In the classical traditions of art, works such as Goya's Colossus painting and Dickinson's Funeral in My Brain poem, have treated the subject of depression with the gravitas it deserves. The works inspire images of singularly monolith intensity, a great pillar that seems to come down from the sky and stamp itself into the ground, instantaneously establishing itself and yet feeling like it has loomed large since time immemorial.
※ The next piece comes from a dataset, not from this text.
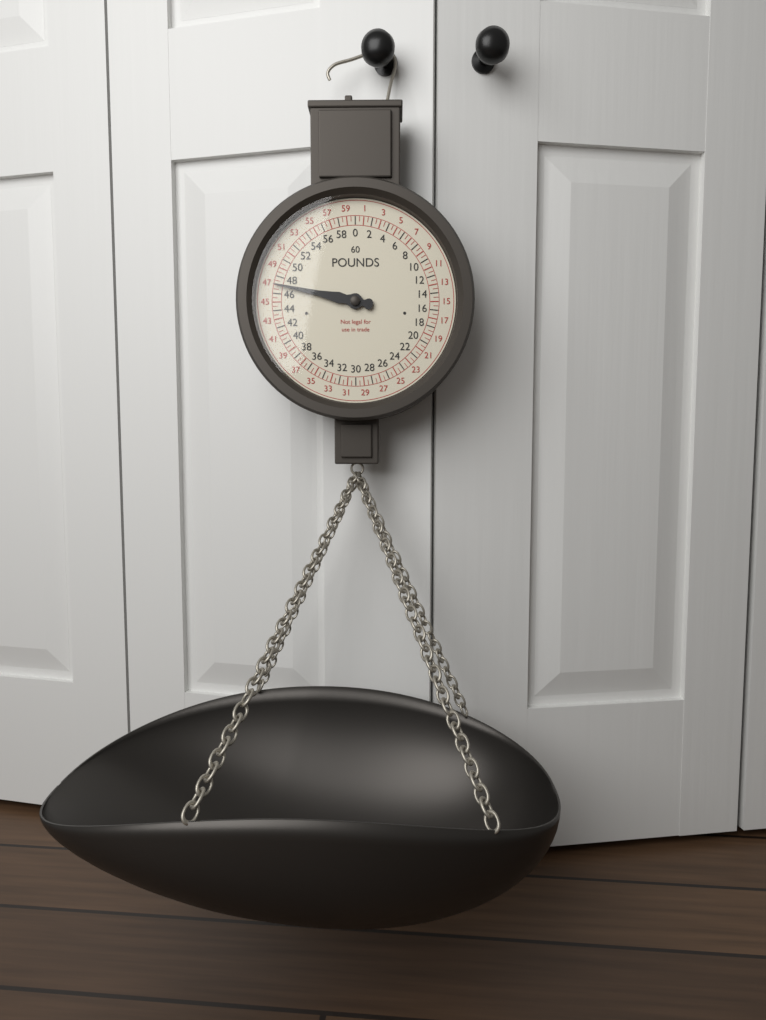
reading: 47.0 lb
Forever fleeting, yet immediately immortal.
(Goya's Colossus).
Andrew Solomon, an activist who also writes and blogs exclusively about mental health issues, in his TED talk "Depression: The Secret We Share", one that I wholeheartedly recommend to anyone wanting more information about depression, very accurately describes depression as "the opposite of vitality."
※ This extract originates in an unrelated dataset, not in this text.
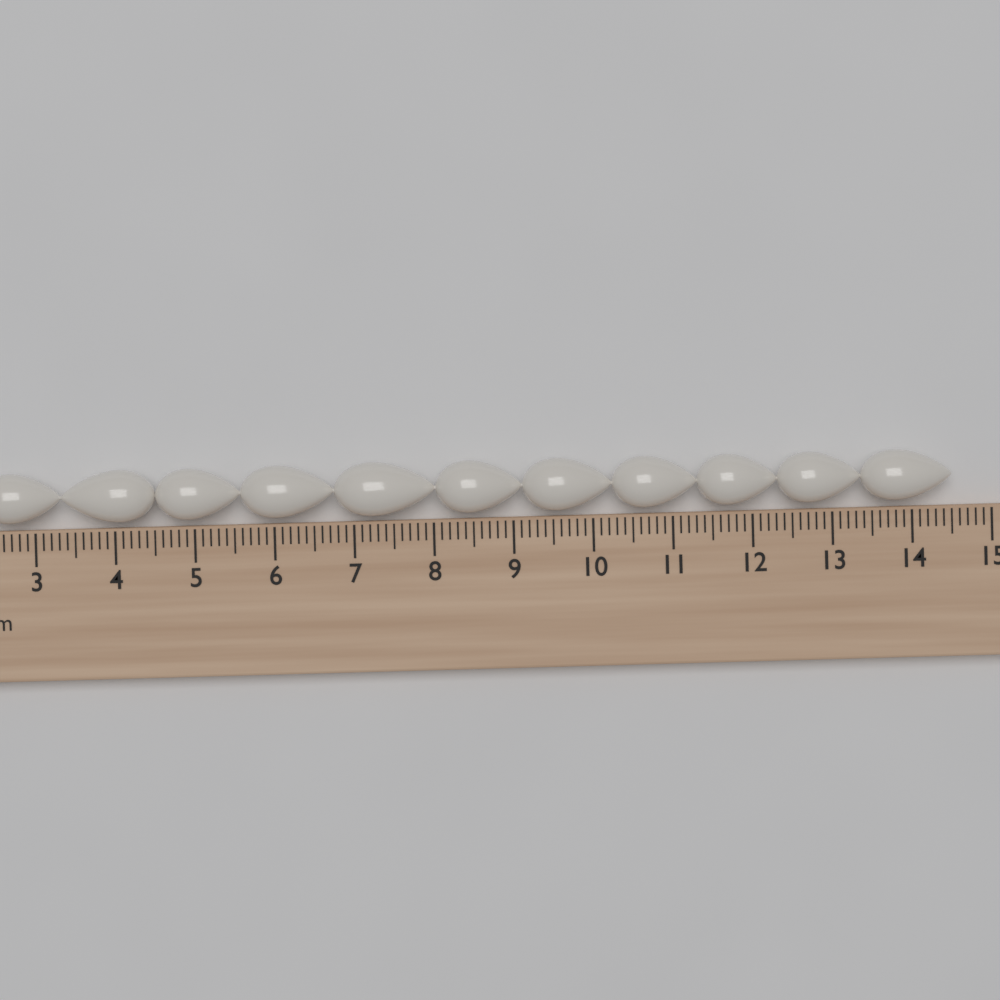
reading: 14.5 cm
The photo below contains another quote from the talk:
(Interesting aside: he looks a bit like Sheldon Cooper from The Big Bang Theory, and to some degree, talks like him as well, although with more elan and erudition as compared to the intelligent and sometimes gleefully oblivious sarcasm we come to know and love from Sheldon).
If the opposite of vitality is somehow regarded as a beautiful kind of pain, and somehow makes people with it more vivacious in some proxy, workaround manner, then I want none of that label to exist anymore. No. This misplaced beautification of what are physically serious yet intangible demons should not even be a phenomenon worth considering, but there we are.
In the grunge movement, born in Seattle, which had its heyday in the 1990s, but whose bands still enjoy album sales and continued support from dedicated fans - there is this myth, the archetype of the tragically sad and broken lead singer, who uses a combination of his demons and a cigarette or alcohol habit - one would be right to consider Layne Staley from Alice in Chains and Kurt Cobain from Nirvana in this unfortunate category - to deliver radically different music, and music that resonates to this day, laced with some mordancy in the lyrics dealing with addiction and personal failure and so on.
While the life of celebrity is often subject to scrutiny irrespective of natural death or not, grunge and its subculture - flannel shirts, long curly hair and a five o clock shadow from six weeks prior - did become unreasonably fashionable to the point of self contradiction and an almost dangerous irrelevancy, something that now unfortunately seems to hold true for mental health. It is "in", it's "cool".
Facetiously ironic and fatuously tone deaf, considering that depression and suicide as brought about among teens is often attributed to them being bullied because those kids were not "in" or "cool" at school. *pointed sideways glance at something that starts with "13" and ends with "Why"*. Robin Williams, the funniest man in the world at one point, killed himself because of his depression. He made everyone who knew his work laugh uncontrollably, but he fought real sadness. If someone of his stature couldn't cope, then there doesn't seem to be any hope for us lesser mortals, although family, friends and personal ambitions are great motivators. If for nothing else, then at the very least for these things, people should hold on. Letting go is not an option, but they may switch hands every once in a while if they feel tired. There comes a time for death in this life, and if possible, one should attempt to live every day to the fullest until then.
A bit of mathematical perspective. A 100 year lifespan will just have 36,500 days in it (365x100). Put it that way, and life as such seems to be pitifully short, although Milton said in Paradise Lost, that seminal work that “The mind is its own place, and in itself can make a heaven of hell, a hell of heaven”, and this warping effect that anxiety, depression and a whole host of other mental illnesses can have on a mind are not at all a fashionable thing to pursue or pretend to have. The extent to which it may or may not manifest externally is not something that should be shamed or dismissed as a triviality either, because for some people silence is a coping mechanism, and for some it is not.
Too long; didn't read version:
While the fact that mental illness is now being spoken about now more than ever before is a good thing, it is probably the last thing in the world that should be sensationalized and made into a movement.